Passing a reference to an API

How can I fix the code below? I tried using owning_ref but I can't get it to work.

extern crate owning_ref; // 0.4.0

struct ExternalAPIStruct<'a> {
    inner: &'a str,
}

impl<'a> ExternalAPIStruct<'a> {
    pub fn new(config: &'a str) -> Self {
        ExternalAPIStruct { inner: config }
    }
}

// can be changed
struct MyStruct<'a> {
    ext: ExternalAPIStruct<'a>,
}

impl<'a> MyStruct<'a> {
    pub fn new(config: String) -> Self {
        // can be changed
        MyStruct {
            // can't reference a local variable
            ext: ExternalAPIStruct::new(&config)
        }
    }
}

fn main() {
    let dynamic_str = "Hello there".to_owned();
    
    let _my_struct = MyStruct::new(dynamic_str);
}

(Playground)

Errors:

   Compiling playground v0.0.1 (/playground)
error[E0515]: cannot return value referencing function parameter `config`
  --> src/main.rs:21:9
   |
21 | /         MyStruct {
22 | |             ext: ExternalAPIStruct::new(&config)
   | |                                         ------- `config` is borrowed here
23 | |         }
   | |_________^ returns a value referencing data owned by the current function

error: aborting due to previous error

For more information about this error, try `rustc --explain E0515`.
error: Could not compile `playground`.

To learn more, run the command again with --verbose.

UPD:

Worked around with an owning_ref::OwningHandle (unfortunately, it uses unsafe):

You can do it like this, although you didn't exactly state your needs, so it might be off.

References are for temporary values borrowed from somewhere else, and imply that you will not free that value.

I don't see why would you put a temporary borrow in ExternalAPIStruct. If you're going to store the config, it has to be String or Box<str> (note that both String and Box store data by reference. You don't need Rust's borrows to store or pass things by reference).

You could take config by reference instead of by value.

I.e. &'a str instead of String in new

That's the catch.
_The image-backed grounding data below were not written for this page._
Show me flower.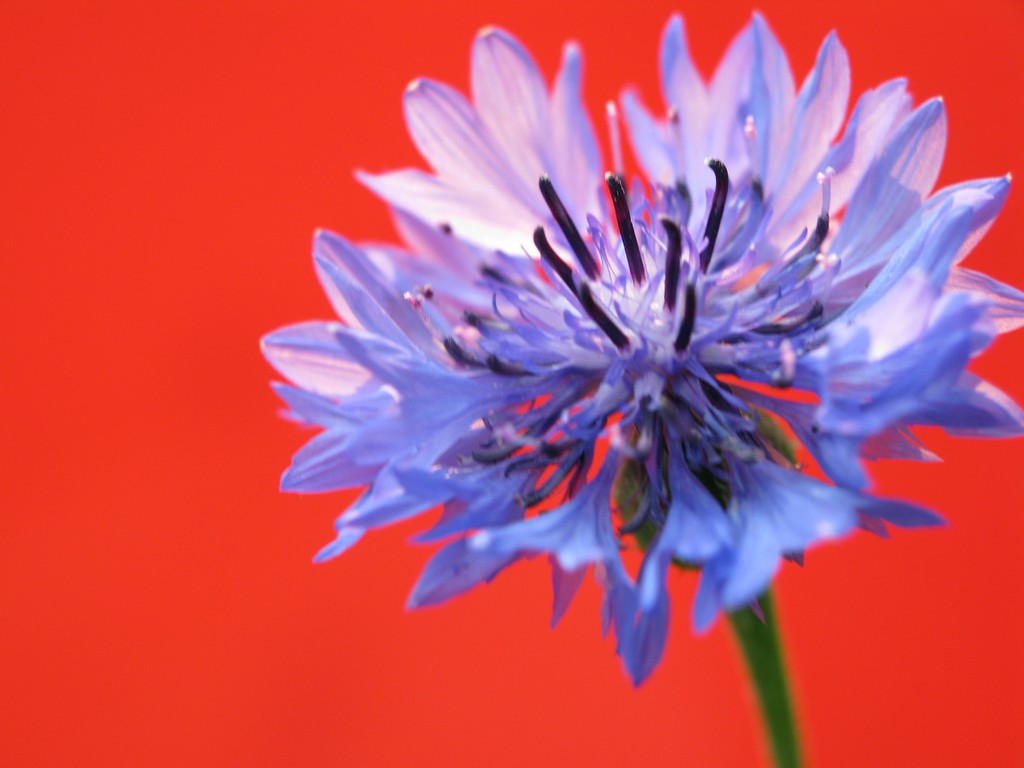
flower is here: bbox=(248, 36, 992, 739).
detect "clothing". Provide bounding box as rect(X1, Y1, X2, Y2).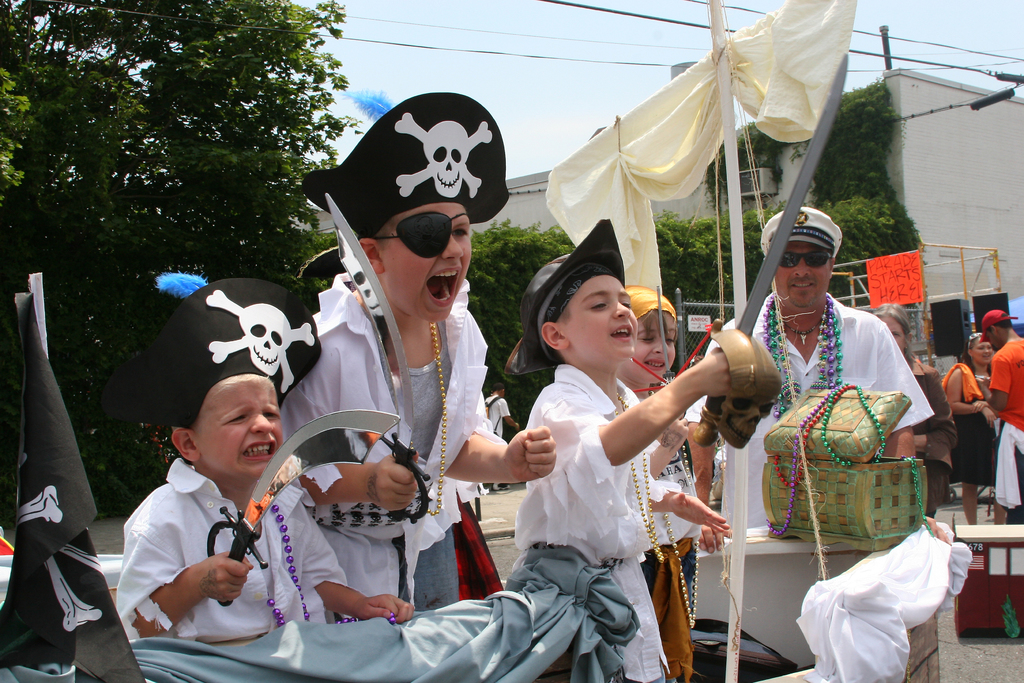
rect(988, 339, 1023, 522).
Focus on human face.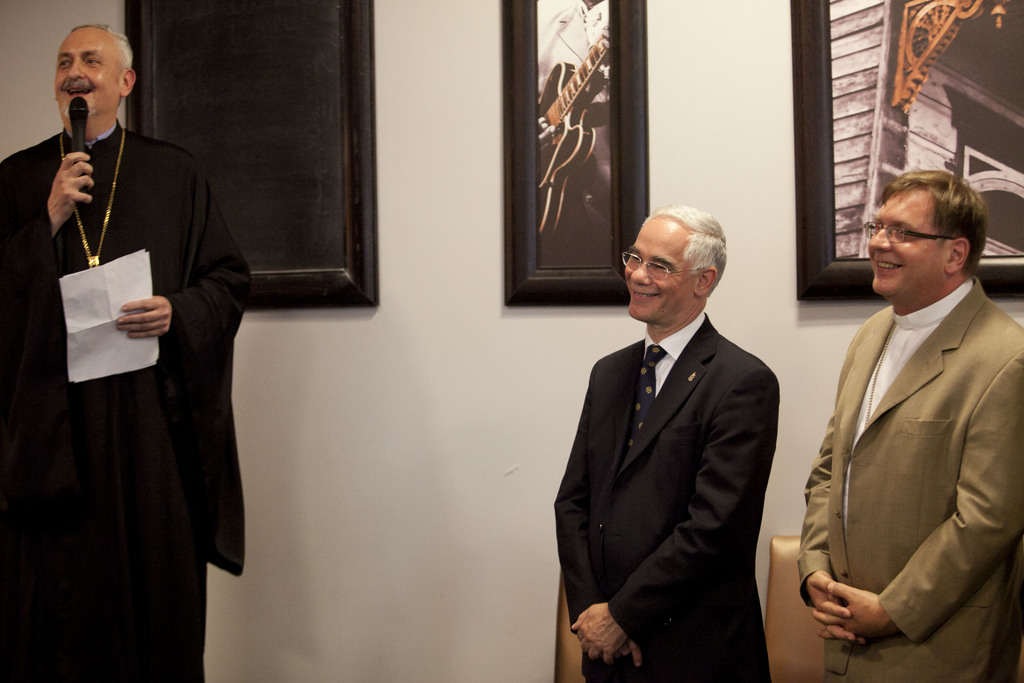
Focused at rect(621, 219, 692, 323).
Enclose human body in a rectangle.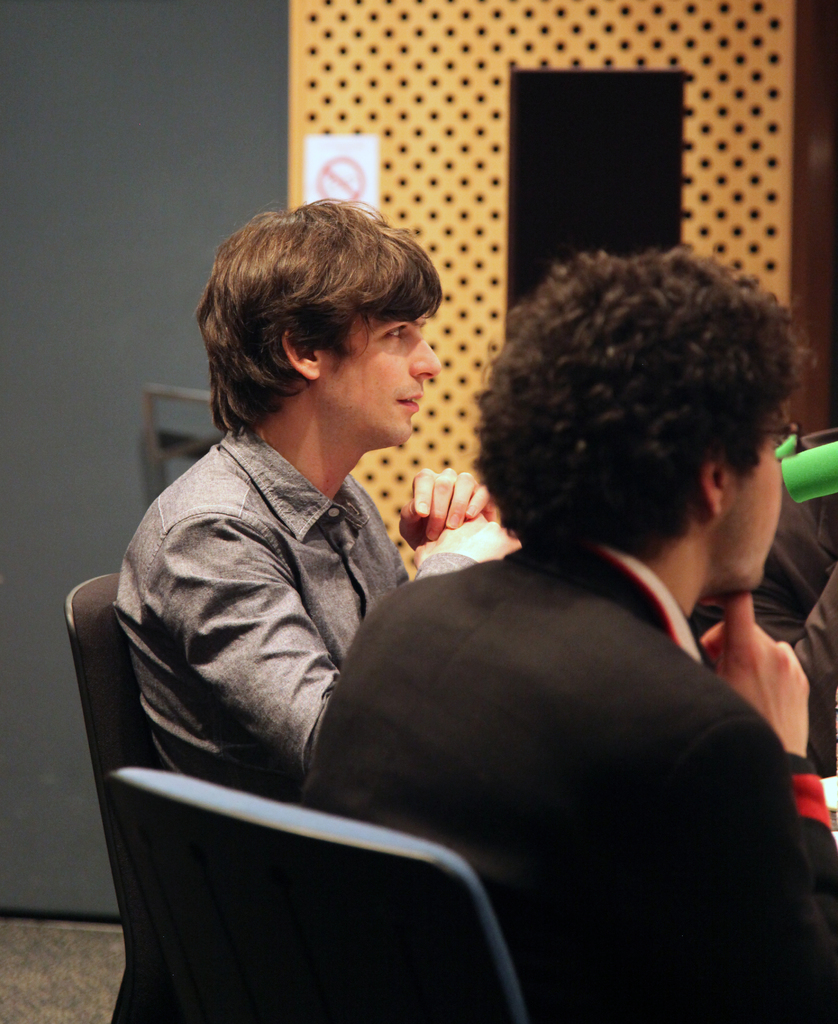
select_region(692, 428, 837, 785).
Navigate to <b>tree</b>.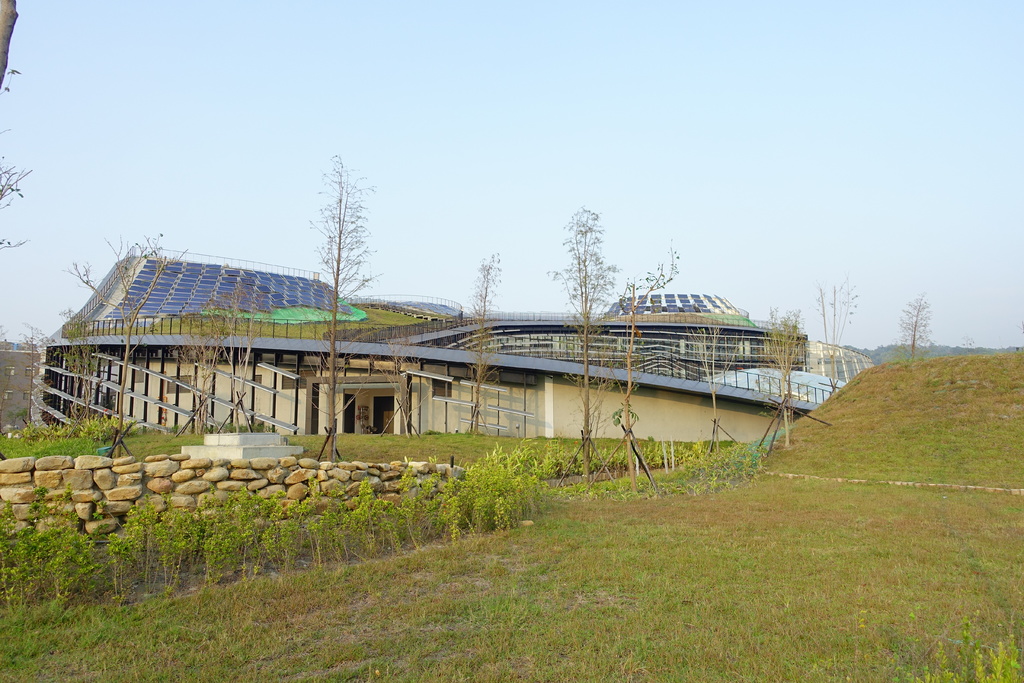
Navigation target: rect(56, 223, 199, 466).
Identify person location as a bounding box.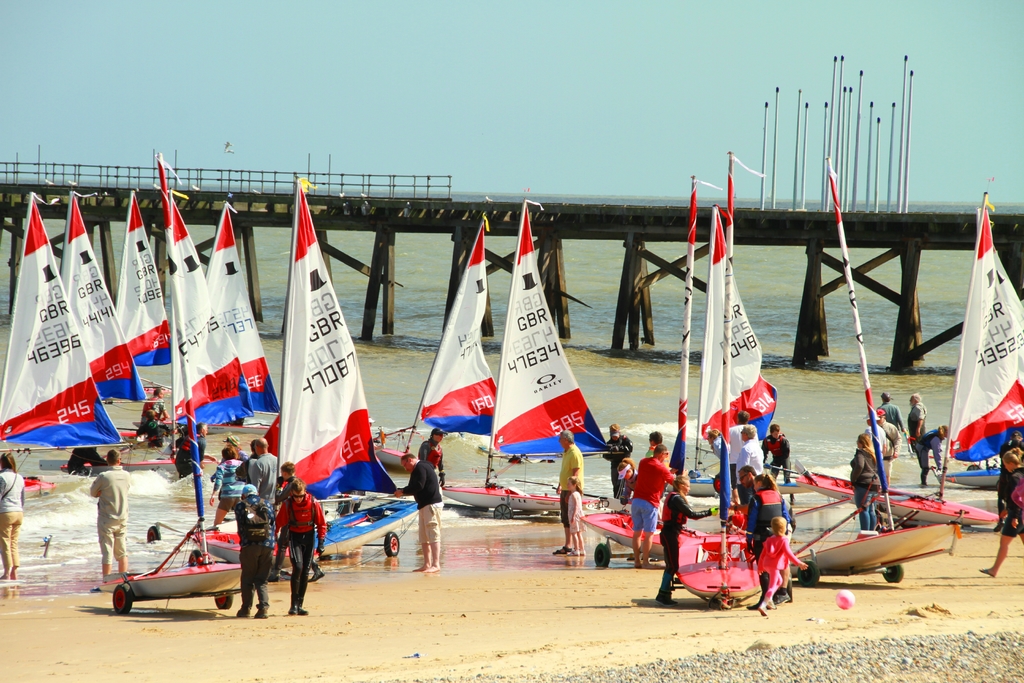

It's an external API and the only constructor accepts &'a str where 'a must outlive the created object.

Uh, that API could have used Cow :confused:

In that case your new taking &'a str instead of String makes most sense.

Alternatively, if you don't create many of these, Box::leak(String.into_boxed_slice()) can give you arbitrary 'static str at the cost of never freeing that memory.

Sure it's gonna take some time to fill up 32GiB of RAM with Box::leak :slight_smile:

If you're interested, here's how I worked around the problem: https://github.com/greshake/i3status-rust/pull/317/files#diff-d25ef168d08ddcfeaca8453639097a59R205

Gonna think now how to avoid being unsafe.